Leaving our bodies behind

Digital communication is one of the technologies which has changed our world in a fundamental way. Like electricity, the automobile and pharmaceuticals, it makes us ask hard questions about ourselves.

It is a blanket term for an ever-increasing array of communication tools, modes and styles which run interpersonal communication through digital code.

And most of all, it keeps telling us that we can leave our bodies behind.

Digital communication is a form of disembodiment. When we email, tweet or message each other, we need not bring more than our minds to it. Classically speaking, it’s a purely verbal type of communication which does away with the non-verbal aspect of communication, that sea of meaning in which speaking and writing floats freely and dangerously. And in fact, it’s not even verbal.

Language is code. Body language is code. Digital communication is code on top of more code. And it’s committed to dissolving all layers of code into one. That’s why we spend less time on the phone, and far more time texting. Not to mention face-to-face time (the other, less metonymic face time).

Digital communication is predicated on the idea that the body is one of the many possible supports for the pure mind whose cognitive abilities we bring to the task. That’s Descartes 2.0. Everything we want to ‘say’ may be written, which is not actually written but typed and binarised. We don’t need our bodies for that. We still need our fingers, but that’s at least until we find a way to leave those behind as well. Emojis and other types of emoticons are the short-term solution to the embodiment problem posed by human communication – the challenge of dis-embedding the speaking mind from the acting body.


WORK TO BE COMPLETED: When a line of the entries contains "climatic", please list that line.

Figure record extracts:
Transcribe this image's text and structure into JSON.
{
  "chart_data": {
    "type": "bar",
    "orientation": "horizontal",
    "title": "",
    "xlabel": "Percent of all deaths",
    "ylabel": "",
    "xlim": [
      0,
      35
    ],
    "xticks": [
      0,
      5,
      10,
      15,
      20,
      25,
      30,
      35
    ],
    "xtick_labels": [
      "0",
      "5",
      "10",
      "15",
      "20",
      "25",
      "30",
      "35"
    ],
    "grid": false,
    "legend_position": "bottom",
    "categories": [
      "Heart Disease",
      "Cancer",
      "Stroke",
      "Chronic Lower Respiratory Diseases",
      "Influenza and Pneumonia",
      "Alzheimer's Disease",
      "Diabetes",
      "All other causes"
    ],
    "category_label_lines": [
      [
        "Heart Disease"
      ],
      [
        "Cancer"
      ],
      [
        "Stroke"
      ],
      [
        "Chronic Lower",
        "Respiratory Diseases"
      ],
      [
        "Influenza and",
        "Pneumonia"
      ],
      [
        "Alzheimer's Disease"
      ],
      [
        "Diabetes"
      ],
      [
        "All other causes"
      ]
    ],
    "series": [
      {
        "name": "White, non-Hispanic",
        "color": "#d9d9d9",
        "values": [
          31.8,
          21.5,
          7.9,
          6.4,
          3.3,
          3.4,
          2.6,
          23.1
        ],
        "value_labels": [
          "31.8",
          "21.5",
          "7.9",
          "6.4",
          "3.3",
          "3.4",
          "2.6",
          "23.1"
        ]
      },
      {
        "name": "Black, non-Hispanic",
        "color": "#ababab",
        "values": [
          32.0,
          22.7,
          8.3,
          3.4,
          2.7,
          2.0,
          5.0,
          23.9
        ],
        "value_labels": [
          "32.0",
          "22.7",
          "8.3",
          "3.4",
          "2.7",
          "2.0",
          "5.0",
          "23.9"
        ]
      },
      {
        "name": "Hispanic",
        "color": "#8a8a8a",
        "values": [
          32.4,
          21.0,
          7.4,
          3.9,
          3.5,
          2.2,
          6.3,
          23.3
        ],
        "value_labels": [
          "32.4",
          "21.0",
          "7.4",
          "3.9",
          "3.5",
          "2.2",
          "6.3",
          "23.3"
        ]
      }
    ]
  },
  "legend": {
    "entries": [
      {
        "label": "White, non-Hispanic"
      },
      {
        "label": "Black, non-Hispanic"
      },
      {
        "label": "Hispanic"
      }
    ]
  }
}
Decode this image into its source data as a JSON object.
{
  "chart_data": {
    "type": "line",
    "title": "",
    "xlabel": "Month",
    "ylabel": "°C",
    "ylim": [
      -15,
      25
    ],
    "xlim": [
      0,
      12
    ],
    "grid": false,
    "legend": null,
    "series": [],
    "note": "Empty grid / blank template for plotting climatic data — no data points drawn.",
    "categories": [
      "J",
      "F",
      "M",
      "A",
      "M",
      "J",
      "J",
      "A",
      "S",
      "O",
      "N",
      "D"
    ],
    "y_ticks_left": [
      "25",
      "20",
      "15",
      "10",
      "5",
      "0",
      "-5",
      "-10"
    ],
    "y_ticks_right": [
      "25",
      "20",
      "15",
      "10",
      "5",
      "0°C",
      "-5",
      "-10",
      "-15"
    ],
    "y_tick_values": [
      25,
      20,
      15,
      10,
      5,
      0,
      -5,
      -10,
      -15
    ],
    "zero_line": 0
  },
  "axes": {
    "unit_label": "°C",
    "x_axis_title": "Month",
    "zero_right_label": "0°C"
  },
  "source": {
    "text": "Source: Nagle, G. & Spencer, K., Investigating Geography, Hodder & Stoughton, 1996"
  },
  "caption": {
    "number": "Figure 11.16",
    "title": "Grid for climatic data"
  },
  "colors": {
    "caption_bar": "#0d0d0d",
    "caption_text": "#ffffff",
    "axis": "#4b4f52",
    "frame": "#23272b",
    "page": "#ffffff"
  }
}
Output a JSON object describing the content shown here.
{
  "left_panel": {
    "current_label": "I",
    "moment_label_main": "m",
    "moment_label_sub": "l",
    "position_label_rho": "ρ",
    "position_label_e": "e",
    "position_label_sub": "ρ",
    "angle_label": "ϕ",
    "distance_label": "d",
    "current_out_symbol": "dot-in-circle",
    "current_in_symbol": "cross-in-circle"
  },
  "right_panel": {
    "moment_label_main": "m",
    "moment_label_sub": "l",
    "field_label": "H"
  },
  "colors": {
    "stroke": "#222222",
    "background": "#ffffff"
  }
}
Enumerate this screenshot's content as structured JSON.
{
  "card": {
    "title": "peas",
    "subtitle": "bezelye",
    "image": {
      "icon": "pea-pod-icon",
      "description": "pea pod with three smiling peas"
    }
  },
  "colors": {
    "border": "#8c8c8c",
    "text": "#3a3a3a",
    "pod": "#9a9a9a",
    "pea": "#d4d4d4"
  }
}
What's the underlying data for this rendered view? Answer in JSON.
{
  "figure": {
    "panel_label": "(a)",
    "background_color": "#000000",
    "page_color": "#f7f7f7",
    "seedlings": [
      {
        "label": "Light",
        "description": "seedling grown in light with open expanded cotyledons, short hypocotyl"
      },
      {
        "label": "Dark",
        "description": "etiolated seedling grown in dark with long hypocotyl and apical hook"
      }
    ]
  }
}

EXERCISE SOLUTION:
    "note": "Empty grid / blank template for plotting climatic data — no data points drawn.",
    "title": "Grid for climatic data"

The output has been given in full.